According to the Duffer Brothers, no. After dropping a set of 1.5 hour episodes this time around, the Duffers say they'll be able to get things done a little bit quicker in season 5, thanks to the cliffhanger ending allowing them to skip through the preamble of previous outings. “The only reason we don’t expect to be as long is, this season, if you look at it, it’s almost a two-hour ramp up before our kids really get drawn into a supernatural mystery,” they said.

“You get to know them, you get to see them in their lives, they’re struggling with adapting to high school and so forth, Steve’s trying to find a date, all of that. None of that is obviously going to be occurring [in season five]."

They did say, however, that they'll probably do a feature-length finale again, and given its going to be the last ever episode (of the show in its current format, anyway), that sounds like a good thing.

Is Max dead? Is Sadie Sink coming back in Stranger Things season 5?

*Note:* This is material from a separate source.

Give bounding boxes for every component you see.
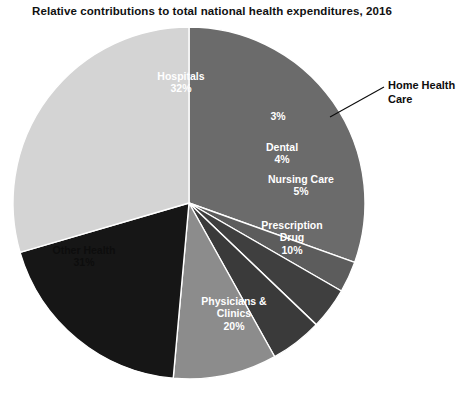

Sadly, it's still unclear. As far as we know, Max is in a coma. But when Eleven tried to find her in the void toward the end of the finale, she was nowhere to be found. Sadie Sink, who plays Max, says she doesn't know if Max is dead or alive, or whether she'll be back next season.

“I have no idea what’s coming in five and what that looks like,” Sink told Deadline. “Max’s storyline is very up in the air, ’cause obviously she’s in a coma and Eleven can’t find her in the void. So who knows where she is and what state she’s in.”

Is this the last of the Stranger Things universe?

Is anything ever really dead when it comes to pop culture? It's probably safe to say that the tangled world of Hawkins and the Upside Down has left a lot of unexplored paths ripe for exploration, so who knows what could be unearthed in five or ten years. Wolfhard has already joked that he's not expecting his journey as Mike Wheeler to be over with season 5, saying “I mean, Netflix is gonna want us to come back in 10 years anyways and do Stranger Things: The Adult Years or whatever. They wanna milk it, people want to see it, and I wanna milk it as well.”

There's also been talk for years of a Robin x Steve odd couple-style spin-off, which Maya Hawke is particularly keen on. “Normally I wouldn't be a proponent of a spin-off,” she said. Though she did concede that she'd be up for doing one with Joe Keery, who stars as best bud Steve. “If I got to do it with Joe Keery, I would do anything,” she continued. “He's so funny and wonderful and smart, and he's got great boundaries. He's an excellent coworker, and I would do anything for him.”

So, if Robin doesn't go out in a blaze of Schwarzenegger-esque glory, soundtracked by Bonnie Tyler with an M60 in one hand and a grenade launcher in the other, maybe there's more gas left in the tank of that friendship forged in the depths of Scoops Ahoy.

In the immediate future, however, a prequel outing is set to make its way to us in the form of a West End stage show. Stranger Things: The First Shadow premieres this winter in London, telling the story of Hawkins way before The Hellfire Club and Eleven, focusing instead on the life of a young Jim Hopper in 1959. The show will also feature Henry Creel, the troubled young would-be Vecna. The Duffer Brothers are behind the show, alongside series writer Kate Trefry and Jack Thorne, who brought Harry Potter and the Cursed Child to the stage.